CHAPTER XX

It wasn’t easy to steady Wilkson so that he could tell an intelligent story. His own dark superstitions had hold of him, and his shambling search through the darkened corridors had stretched his nerves to the absolute breaking-point. It was evident at once that there was nothing to do but let him take his time and get the story out the best he could. After all, immediate action had never helped matters in this affair of Kastle Krags. There had been a grim finality about everything that had occurred. Those who were gone had not been brought back by prompt search.

He did not respond to any of the ruses so often used to get a colored man to talk—scorn or incredulity or sternness. He was aware of nothing but his own terror, and the image in those fear-widened eyes no man could guess.

“You say a telegram came for him, Wilkson?” I asked gently. “Some one phoned it in?”

“De phone bell rung, jus’ off de su’vant’s rooms,” he explained. “It was a message fo’ Majo’ Dell. ‘Get him up to get dis telegram,’ some white gen’lman said, so I done went to get him up. He ain’t in his room. Bed not been slept in. I called and no one answered. Den I ask Mrs. Gentry—she saw him go down the hall hour ago, all dressed, and seen him turn in yo’ room——”

“He’s not here. He hasn’t been here.” I slipped on a dressing-gown and slippers, then stood a moment with Wilkson in the darkened hall. It was curious that the housekeeper should have made such an odd mistake—thinking that Dell had turned into my door. Perhaps at the distance she had observed she confused the door either to the right or left with mine.

There was no need for panic yet. Any one of a dozen things might have explained his temporary absence from his room in the dead of night. He might be in the room to my right—Fargo’s room—in some conference with his friend. Yet there was no light under the door.

I knocked loudly. Fargo called sharply from his bed.

“Have you seen Major Dell?” I asked.

“Dell? No! Good Lord, he hasn’t disappeared, too?”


PROBLEM DESCRIPTION:
Copy, word for word, the lines of the entries below between the one with "Search the screen for furniture." and the one with "Is 'clothing' in this image? If so, where?", inclusive, and leave out everything else.

GIVEN RECORDS:
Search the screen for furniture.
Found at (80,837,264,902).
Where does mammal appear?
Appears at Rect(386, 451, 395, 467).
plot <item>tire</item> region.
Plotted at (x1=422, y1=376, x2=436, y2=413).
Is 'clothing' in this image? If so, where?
---
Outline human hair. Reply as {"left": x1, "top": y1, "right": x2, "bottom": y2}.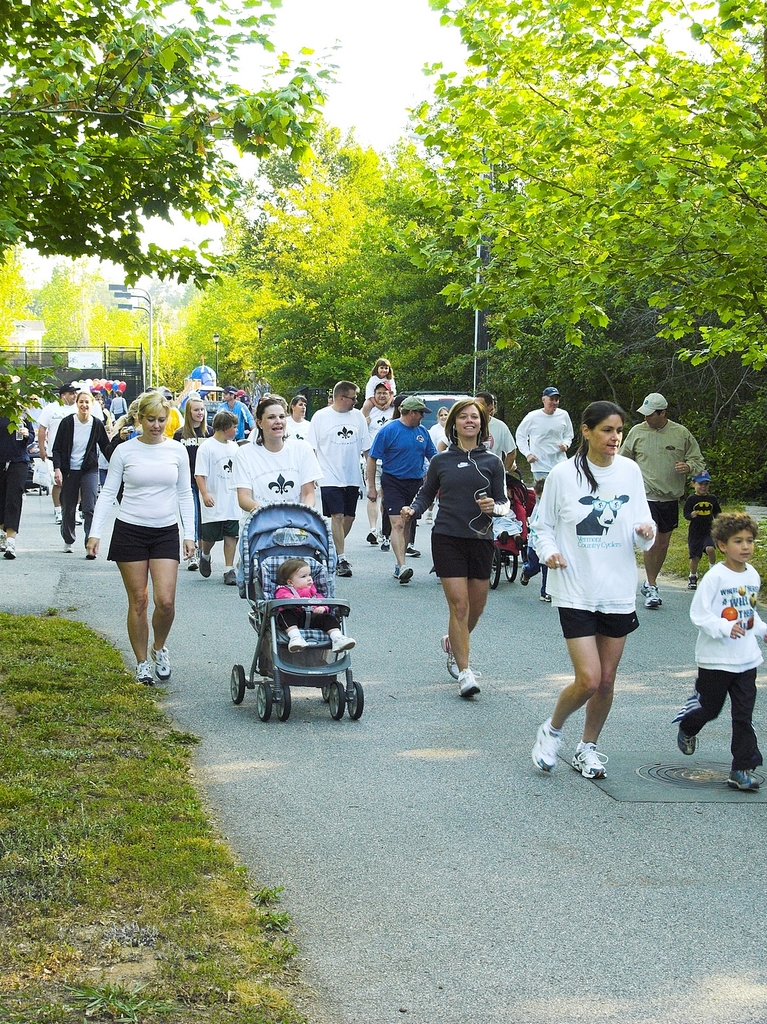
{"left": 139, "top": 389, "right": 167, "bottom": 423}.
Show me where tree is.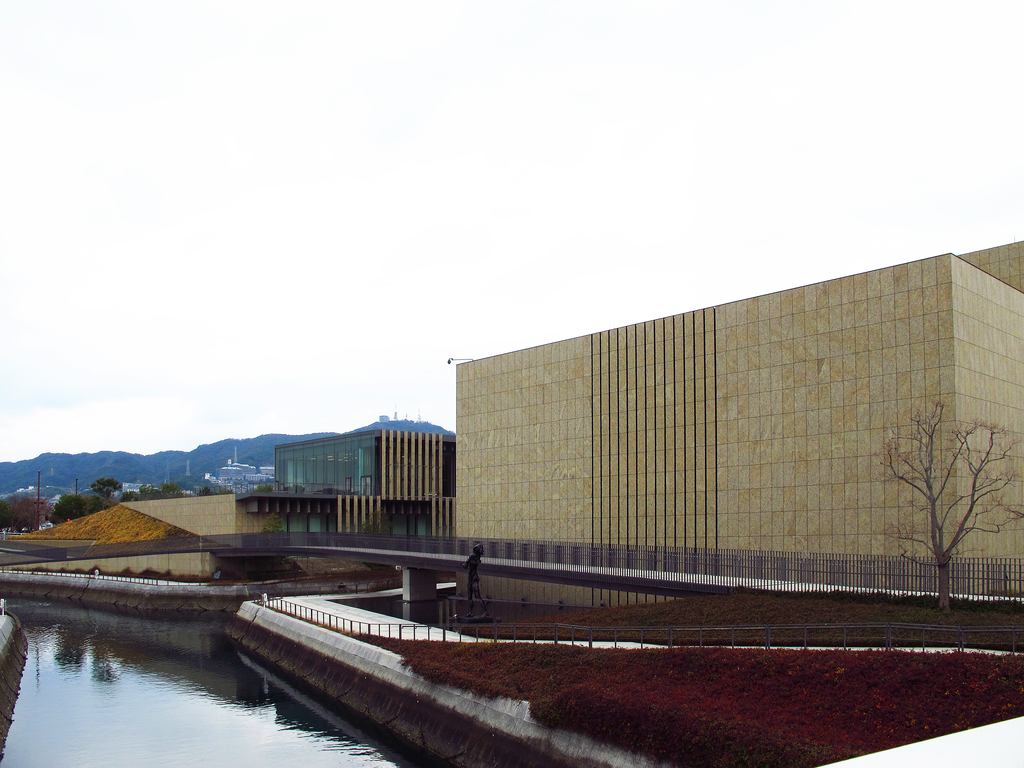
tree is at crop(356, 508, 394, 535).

RESULT:
Search the screen for furniture.
Found at (80,837,264,902).
Where does mammal appear?
Appears at Rect(386, 451, 395, 467).
plot <item>tire</item> region.
Plotted at (x1=422, y1=376, x2=436, y2=413).
Is 'clothing' in this image? If so, where?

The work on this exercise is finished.